The Secret to a Great Strategy
A great strategy does several things which aren’t obvious to a junior strategist:
- It takes account of an organization’s power structures, the ones that set direction, make the big decisions, and which need to be engaged for any significant change to happen.
- It understands what motivates senior decision-makers. Sometimes these motivations are explicit and obvious, such as strategic and unit goals. Sometimes they’re not so obvious, but much more human, such as the need for recognition, security and power.
- It leverages these motivations, by incorporating them in the strategy, either overtly or more subtly.
This is where a junior strategist will slip up: they’ll treat an organization and the strategy they create as a blank slate. They’ll play the exercise “straight up the middle” by examining the organization’s goals and competitors, drafting a SWOT analysis, and creating an elegant, well-thought-out and ultimately irrelevant document.
Why irrelevant? Because the essence of strategy is change, and change only happens when someone with power and authority wants to make it happen. To get these people to buy in, you have to give back something they care about, something that will motivate them. Just because you’ve got a great idea that everyone else is already doing, doesn’t mean senior decision-makers have to care about it. As a strategist, you need to make these people care, and that means giving back.
This doesn’t mean your strategy has to be about serving people’s egos. It means that the best ideas in the world won’t happen if they ignore political reality, no matter how eloquently those ideas are communicated. There is no bigger political reality at an organization than the people holding the reigns of power.
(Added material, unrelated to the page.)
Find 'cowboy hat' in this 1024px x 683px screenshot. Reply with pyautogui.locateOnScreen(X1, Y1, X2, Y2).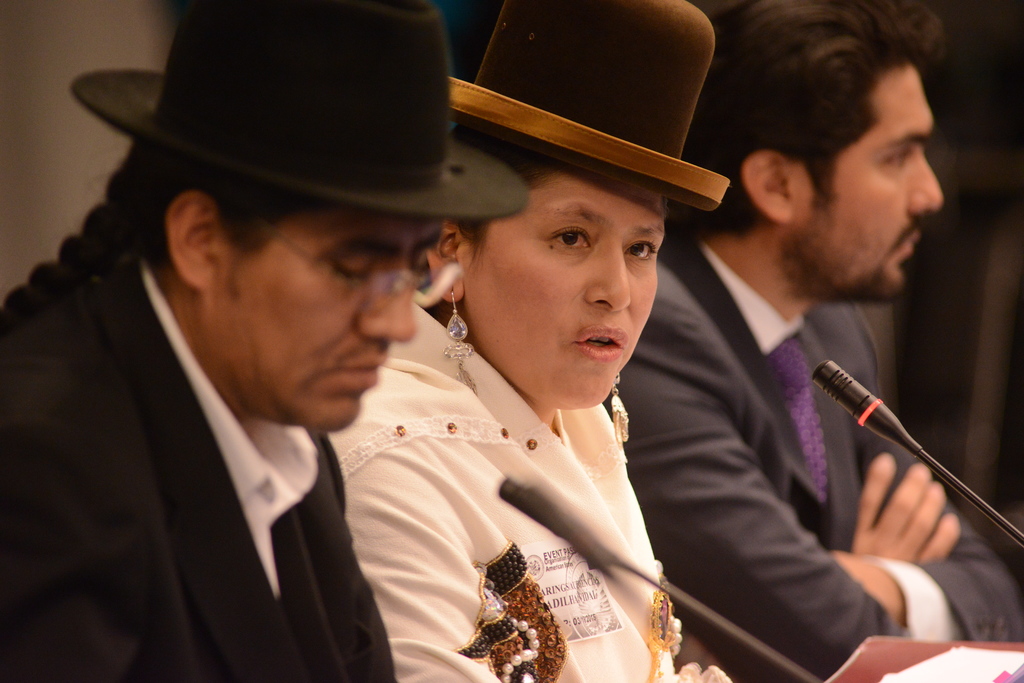
pyautogui.locateOnScreen(66, 0, 531, 216).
That’s why, as you create your strategy, it’s essential to interview not just those holding the reigns of power, but the people who report to them. These are the people who will be able to tell you what truly motivates their bosses, and what they care about. Once you understand that, you can work backward from these motivators to establish what you can do that will not only get the organization where it needs to go, but do so in a way that creates the champions your strategy needs to succeed.